THE MINISTRY of Health says that health care workers at the Bellevue Hospital will not be fired in the process of phasing out the mental institution over the next five years.

According to the Ministry's public relations manager, Shermaine Robotham-White, there is a shortage of mental health professionals and plans will have to be developed on what to do with the staff.

Her reaction was prompted by a letter from the Jamaica Workers Union (JWU) last week to Minister of Health, John Junor, requesting an urgent meeting to discuss Bellevue's fate.

The union asked about the fate of the workers, which it represents, and stressed the hospital's importance to the society "as it is the only hospital in Jamaica dedicated solely to the care and treatment of mentally ill people who could not otherwise afford treatment."

Mrs. Robotham-White said the Govern-ment will develop plans to determine what will happen to the different levels of staff, out-patients and residents at Bellevue.

The population ranges from persons who have been abandoned by relatives at the institution and patients who need minimal supervision to acute patients and those who need constant supervision.

She said that while the Government had not yet decided the exact location of wards for acute psychotic patients, it has determined that the wards will be placed within a general public hospital setting, in a manner similar to that done at the University Hospital of the West Indies (UHWI) and the Cornwall Regional Hospital.

Minister Junor said last week that the institution will be phased out as part of the effort to reform the health sector and mental health services through a comprehensive five-year strategy plan developed and approved in 2002.
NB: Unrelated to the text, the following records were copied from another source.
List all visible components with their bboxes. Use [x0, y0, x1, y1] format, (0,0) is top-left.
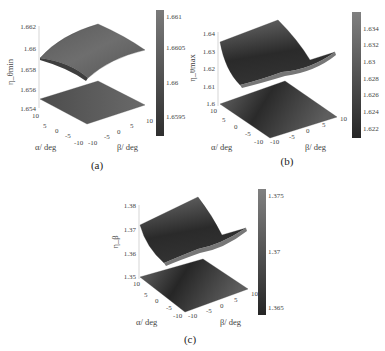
x-tick: -10 [254, 138, 264, 146]
colorbar-tick: 1.628 [363, 75, 379, 83]
y-tick: -5 [289, 133, 295, 141]
caption: (c) [184, 333, 197, 346]
y-tick: 5 [234, 296, 238, 304]
colorbar-tick: 1.634 [363, 25, 379, 33]
surface-plot-a: 1.662 1.66 1.658 1.656 1.654 η_θmin 10 5… [0, 0, 190, 175]
x-tick: -5 [65, 132, 71, 140]
colorbar [352, 12, 361, 138]
z-tick: 1.64 [203, 30, 216, 38]
x-tick: -10 [173, 312, 183, 320]
colorbar-tick: 1.632 [363, 41, 379, 49]
colorbar-tick: 1.6605 [166, 44, 186, 52]
x-tick: -5 [166, 304, 172, 312]
y-tick: 5 [130, 122, 134, 130]
z-axis-label: η_θmax [190, 54, 197, 82]
colorbar-tick: 1.6595 [166, 113, 186, 121]
colorbar-tick: 1.37 [268, 248, 281, 256]
colorbar-tick: 1.626 [363, 91, 379, 99]
surface-plot-c: 1.38 1.37 1.36 1.35 η_β 10 5 0 -5 -10 α/… [100, 175, 300, 351]
colorbar-tick: 1.63 [363, 58, 376, 66]
x-tick: -5 [245, 130, 251, 138]
y-tick: 10 [146, 117, 154, 125]
z-tick: 1.62 [203, 65, 216, 73]
colorbar-tick: 1.375 [268, 192, 284, 200]
x-tick: 0 [234, 123, 238, 131]
y-tick: -5 [206, 307, 212, 315]
y-tick: -10 [88, 139, 98, 147]
y-tick: -10 [270, 138, 280, 146]
x-tick: 5 [43, 122, 47, 130]
y-tick: -10 [188, 312, 198, 320]
z-tick: 1.658 [20, 66, 36, 74]
colorbar-tick: 1.365 [268, 304, 284, 312]
z-tick: 1.61 [203, 83, 216, 91]
y-axis-label: β/ deg [117, 142, 139, 152]
y-tick: 0 [220, 302, 224, 310]
x-tick: -10 [74, 139, 84, 147]
x-tick: 10 [133, 280, 141, 288]
x-tick: 5 [222, 116, 226, 124]
z-tick: 1.36 [124, 250, 137, 258]
colorbar-tick: 1.66 [166, 79, 179, 87]
x-tick: 0 [155, 297, 159, 305]
y-tick: 0 [117, 128, 121, 136]
x-tick: 0 [55, 127, 59, 135]
z-tick: 1.63 [203, 48, 216, 56]
colorbar-tick: 1.624 [363, 108, 379, 116]
colorbar-tick: 1.622 [363, 125, 379, 133]
chart-panel-b: 1.64 1.63 1.62 1.61 1.6 η_θmax 10 5 0 -5… [190, 0, 385, 175]
y-tick: 10 [340, 115, 348, 123]
y-tick: 5 [322, 121, 326, 129]
x-axis-label: α/ deg [136, 317, 158, 327]
colorbar [258, 189, 266, 315]
x-tick: 5 [144, 291, 148, 299]
z-tick: 1.66 [24, 45, 37, 53]
x-axis-label: α/ deg [35, 142, 57, 152]
z-axis-label: η_β [110, 235, 120, 248]
y-axis-label: β/ deg [220, 317, 242, 327]
z-tick: 1.662 [20, 23, 36, 31]
z-tick: 1.37 [124, 226, 137, 234]
caption: (b) [281, 155, 294, 168]
caption: (a) [91, 159, 104, 172]
y-tick: 10 [251, 290, 259, 298]
y-axis-label: β/ deg [305, 142, 327, 152]
chart-panel-c: 1.38 1.37 1.36 1.35 η_β 10 5 0 -5 -10 α/… [100, 175, 300, 351]
y-tick: 0 [306, 127, 310, 135]
x-axis-label: α/ deg [211, 142, 233, 152]
colorbar [156, 10, 164, 136]
surface-plot-b: 1.64 1.63 1.62 1.61 1.6 η_θmax 10 5 0 -5… [190, 0, 385, 175]
z-tick: 1.656 [20, 86, 36, 94]
z-axis-label: η_θmin [5, 58, 15, 85]
x-tick: 10 [210, 107, 218, 115]
x-tick: 10 [32, 112, 40, 120]
y-tick: -5 [104, 133, 110, 141]
chart-panel-a: 1.662 1.66 1.658 1.656 1.654 η_θmin 10 5… [0, 0, 190, 175]
z-tick: 1.38 [124, 202, 137, 210]
colorbar-tick: 1.661 [166, 13, 182, 21]
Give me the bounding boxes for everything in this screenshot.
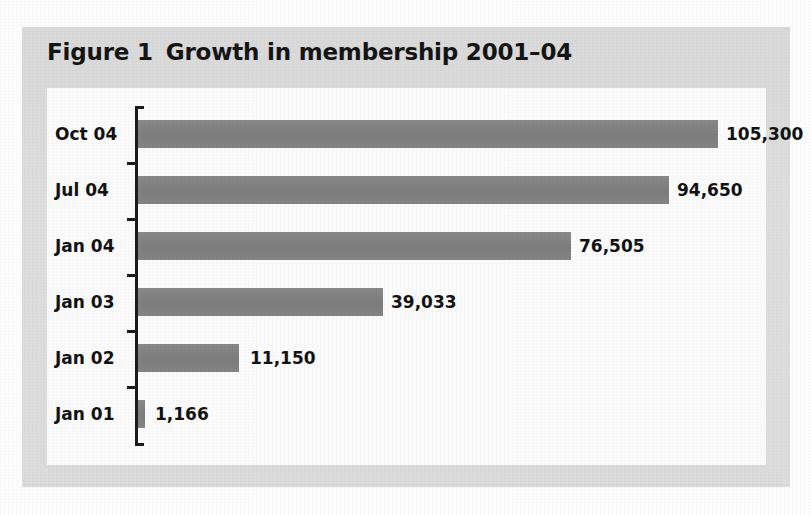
bar-value-jan-02: 11,150 [250,348,316,368]
bar-jan-01[interactable] [138,400,145,428]
bar-jan-02[interactable] [138,344,239,372]
bar-jul-04[interactable] [138,176,669,204]
category-label-jan-03: Jan 03 [55,292,67,312]
figure-title-text: Growth in membership 2001–04 [166,39,572,65]
bar-value-jan-01: 1,166 [155,404,209,424]
category-label-jul-04: Jul 04 [55,180,67,200]
bar-value-jul-04: 94,650 [677,180,743,200]
bar-value-jan-04: 76,505 [579,236,645,256]
figure-card: Figure 1Growth in membership 2001–04 Oct… [22,27,790,487]
bar-value-oct-04: 105,300 [726,124,803,144]
bar-row: Jan 02 11,150 [47,330,766,386]
bar-oct-04[interactable] [138,120,718,148]
bar-row: Jan 01 1,166 [47,386,766,442]
y-axis-cap-bottom [135,443,144,446]
category-label-jan-01: Jan 01 [55,404,67,424]
figure-title: Figure 1Growth in membership 2001–04 [47,39,572,65]
scanned-page: Figure 1Growth in membership 2001–04 Oct… [0,0,811,515]
bar-chart: Oct 04 105,300 Jul 04 94,650 Jan 04 76,5… [47,88,766,465]
bar-row: Jan 04 76,505 [47,218,766,274]
bar-row: Oct 04 105,300 [47,106,766,162]
bar-value-jan-03: 39,033 [391,292,457,312]
category-label-jan-02: Jan 02 [55,348,67,368]
figure-number-label: Figure 1 [47,39,153,65]
bar-jan-03[interactable] [138,288,383,316]
chart-plot-panel: Oct 04 105,300 Jul 04 94,650 Jan 04 76,5… [47,88,766,465]
category-label-oct-04: Oct 04 [55,124,67,144]
bar-row: Jul 04 94,650 [47,162,766,218]
bar-row: Jan 03 39,033 [47,274,766,330]
category-label-jan-04: Jan 04 [55,236,67,256]
bar-jan-04[interactable] [138,232,571,260]
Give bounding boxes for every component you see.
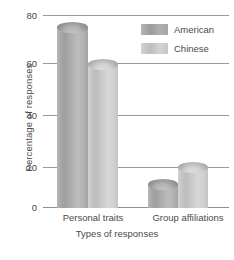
bar-chart: Percentage of responses 80 60 40 20 0 — [0, 0, 234, 260]
x-tick-label-group-affiliations: Group affiliations — [123, 212, 234, 223]
gridline-80: 80 — [43, 15, 229, 16]
y-tick-label-80: 80 — [26, 10, 37, 21]
bar-cap — [57, 22, 88, 33]
legend: American Chinese — [141, 22, 214, 60]
legend-item-chinese: Chinese — [141, 41, 214, 56]
american-swatch-icon — [141, 24, 168, 35]
y-tick-label-40: 40 — [26, 110, 37, 121]
bar-cap — [88, 59, 118, 70]
bar-cap — [178, 162, 208, 173]
bar-body — [88, 64, 118, 208]
bar-cap — [148, 179, 178, 190]
y-tick-label-20: 20 — [26, 162, 37, 173]
bar-body — [178, 167, 208, 208]
bar-body — [57, 27, 88, 208]
chinese-swatch-icon — [141, 43, 168, 54]
bar-american-personal-traits — [57, 22, 88, 208]
legend-item-american: American — [141, 22, 214, 37]
legend-label-american: American — [174, 24, 214, 35]
bar-american-group-affiliations — [148, 179, 178, 208]
legend-label-chinese: Chinese — [174, 43, 209, 54]
y-tick-label-0: 0 — [32, 202, 37, 213]
y-tick-label-60: 60 — [26, 58, 37, 69]
bar-chinese-personal-traits — [88, 59, 118, 208]
x-axis-title: Types of responses — [0, 228, 234, 239]
bar-chinese-group-affiliations — [178, 162, 208, 208]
Under this plan, the Minister said that psychiatrists and mental health officers will treat patients in their homes and communities, because those environments are less confining and have been shown to facilitate better health outcomes.

He said that the Health Ministry is undertaking a $5 million public health education programme, which is aimed at promoting community health care by developing mental health in public hospitals and reducing the stigma related to mental illness.

The five-year plan also includes developing partnerships with non-governmental organisations (NGOs) and the phasing out of the kind of institutional care offered by the 140-year-old Bellevue Hospital.

The Minister said that there are proposals being developed to ensure that the needs of the various groups of long-stay and chronically ill geriatric patients residing at Bellevue are also adequately met.

The Bellevue Hospital serves Kingston and St. Andrew and St. Catherine and has an average length of stay of 30 days for males and 20 days for females.

He said the four regional health authorities will have emergency psychiatric teams that will ensure that there are follow-ups and the patients are kept on medication.

He said that these teams will respond to crisis calls and visit patients who are resistant to treatment, as well as treat homeless persons who are mentally ill.

In addition, the programme is to receive a boost with the gift of five ambulances from the Health Support Fund. He said that two of the ambulances will be assigned to the South East Regional Health Authority and one each for the other regions.